FINANCE. The economic progress of Argentina has been accompanied throughout its course by extremely unfavorable financial conditions. The chief cause of the unsatisfactory state of public finance has been the inordinate increase of ex penditure, which was incurred without reference to the capacity of the people to shoulder new burdens. All thoughtful students of Argentine affairs unite in the opinion that the politicians of the country embarked with too light hearts on all kinds of undertakings—some productive, others wasteful and useless, and, to make mat ters worse, time administration of the budget was until recently extremely loose. In 1S70 the total budget of the Government was $12,635.000; in 1880 it was $16,815.000, or an increase of 33 per cent, in one decade; in 1890 it was $71,508, 000, or a further increase of 325 per cent.; and in 1900 it was $95.000.000 paper and $33,000,000 gold, or reducing it all to a paper basis, $19I, 000,000, or a further increase of 171 per cent. Dr. Albert B. Martinez, formerly Assistant Min ister of Finance, ascribes the great increase in public expenditure to the following principal causes: (a) Increase of administrative func tions, due to rapid growth of population: (b) increase of public debt; (c) depreciation of paper money: (d) wars, foreign and civil; (e) guar antee by the State of the payment of interest on costly public works: (f) imperfect administra tive machinery: (g) defective control of public expenses, etc. In 1890, on the eve of the great financial crisis, the revenues of the Republic amounted to $73,408,000 paper, as against an expenditure of 892,854.000. The enormous defi cit. together with the general unsettled financial condition of the country, forced the Government to suspend payment on the national debt, and during the following years the revenue continued to decline. Although since 1895 the revenue has been steadily increasing. the expenditure con tinued to be in excess of it, as is shown by the following, figures: Of the total revenue, import duties furnish less than one-sixth, the bulk of the revenue being derived from excise taxes on spirits, \vines, and tobacco (one-fifth), land and stamp taxes (about 7 per cent, of total revenue), proceeds from rail ways, telcgra pits, and posts (about 0 per cent, of revenue), and a number of other taxes. The in
crease of internal taxation took place in the early nineties to close the widening gap in the na tional finances, created by the growing deficits, and to put the country in a position to resume payments on the debt. The growth of the Ar gentine debt during the last three decades of the century was in round figures as follows: 1S70, $47,000,000; 1880, $85,000,000: 1890, $353,000, 000. In 1000, according to the report of the 10 mister of Fina nee, the total debt exceeded $440,000,000, and was distributed as follows: External debt, 380,004,1 IS pesos gold; inter nal debt, 9S,751,300 pesos paper, 0,375,000 pesos gold.
The annual service of the debt required more titan M27,000,000 in gold, or nearly one-half the revenue of the country. That the Government was unable to meet its obligations is shown by the large deficit in one of the foregoing tables. According to the agreement entered into by the Argentine Government with Lord liothschiId in 1893, it was practically relieved from payment of interest for fire rears (the interest for that period being converted into a new debt), and was to pay interest alone from 1898 to 1901. On .lanuary 12, 11101, the full payment of interest and sinking funds was to he resumed. Not withstanding the respite thus secured,the finances of the Government in 1901 continued to he as little satisfactory as before 1593. The chief items of expenditure are: For the army and navy, service of the public debt, Department of the Interior, Department of Justice and Public lnstnution, and Department of Finance. In spite of tite cry of economy raised since the great crisis of IS90, the cost of the army and nary has gone up from 11,000,000 pesos in that year to nearly 29,000,000 pesos in 1897; pensions, from 1.587.000 to 3,496,000 pesos; justice and public instruction, from 8,303,000 to 14,103,000 pesos; and the administration of the Depart ment of the Interior, from 19,525,000 to 24,801, 000 pesos.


▸ **WHAT IS REQUIRED**
Only the pictures stay out; every record is to be quoted exactly.

DATA FOR THE TASK below:

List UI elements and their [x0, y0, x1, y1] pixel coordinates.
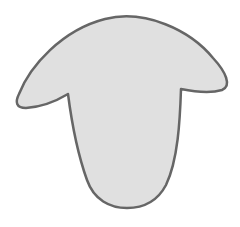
canvas	[0, 0, 240, 227]
sheep-head-shape-icon	[0, 0, 240, 227]
head-outline	[17, 16, 227, 208]
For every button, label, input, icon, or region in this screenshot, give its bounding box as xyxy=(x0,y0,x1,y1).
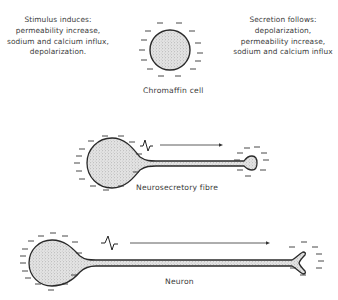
chromaffin-cell-label: Chromaffin cell xyxy=(143,86,204,95)
note-line: permeability increase, xyxy=(223,37,338,48)
note-line: depolarization. xyxy=(0,47,116,58)
neuron-label: Neuron xyxy=(165,277,194,286)
stimulus-note: Stimulus induces: permeability increase,… xyxy=(0,15,116,58)
note-line: Secretion follows: xyxy=(223,15,338,26)
note-line: sodium and calcium influx, xyxy=(0,37,116,48)
neurosecretory-soma-and-axon xyxy=(87,138,257,188)
note-line: sodium and calcium influx xyxy=(223,47,338,58)
chromaffin-cell xyxy=(139,23,203,76)
note-line: Stimulus induces: xyxy=(0,15,116,26)
note-line: depolarization, xyxy=(223,26,338,37)
action-potential-spike-icon xyxy=(101,236,118,250)
note-line: permeability increase, xyxy=(0,26,116,37)
neurosecretory-fibre-label: Neurosecretory fibre xyxy=(136,183,218,192)
neurosecretory-fibre xyxy=(74,136,269,190)
arrow-head-icon xyxy=(219,143,223,146)
secretion-note: Secretion follows: depolarization, perme… xyxy=(223,15,338,58)
arrow-head-icon xyxy=(266,241,270,244)
action-potential-spike-icon xyxy=(140,140,153,151)
chromaffin-cell-body xyxy=(150,30,190,70)
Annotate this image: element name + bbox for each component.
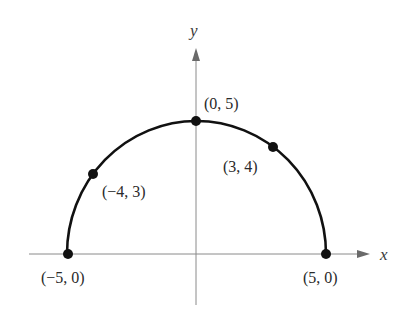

End of DATA FOR THE TASK.

▸ **PROBLEM SOLUTION**
List UI elements and their [x0, y0, x1, y1] pixel coordinates.
canvas	[0, 0, 240, 227]
sheep-head-shape-icon	[0, 0, 240, 227]
head-outline	[17, 16, 227, 208]
For every button, label, input, icon, or region in this screenshot, give its bounding box as xyxy=(x0,y0,x1,y1).
chromaffin-cell-label: Chromaffin cell xyxy=(143,86,204,95)
note-line: permeability increase, xyxy=(223,37,338,48)
note-line: depolarization. xyxy=(0,47,116,58)
neuron-label: Neuron xyxy=(165,277,194,286)
stimulus-note: Stimulus induces: permeability increase,… xyxy=(0,15,116,58)
note-line: Secretion follows: xyxy=(223,15,338,26)
note-line: sodium and calcium influx, xyxy=(0,37,116,48)
neurosecretory-soma-and-axon xyxy=(87,138,257,188)
note-line: sodium and calcium influx xyxy=(223,47,338,58)
chromaffin-cell xyxy=(139,23,203,76)
note-line: Stimulus induces: xyxy=(0,15,116,26)
note-line: depolarization, xyxy=(223,26,338,37)
action-potential-spike-icon xyxy=(101,236,118,250)
note-line: permeability increase, xyxy=(0,26,116,37)
neurosecretory-fibre-label: Neurosecretory fibre xyxy=(136,183,218,192)
neurosecretory-fibre xyxy=(74,136,269,190)
arrow-head-icon xyxy=(219,143,223,146)
secretion-note: Secretion follows: depolarization, perme… xyxy=(223,15,338,58)
arrow-head-icon xyxy=(266,241,270,244)
action-potential-spike-icon xyxy=(140,140,153,151)
chromaffin-cell-body xyxy=(150,30,190,70)
Annotate this image: element name + bbox for each component.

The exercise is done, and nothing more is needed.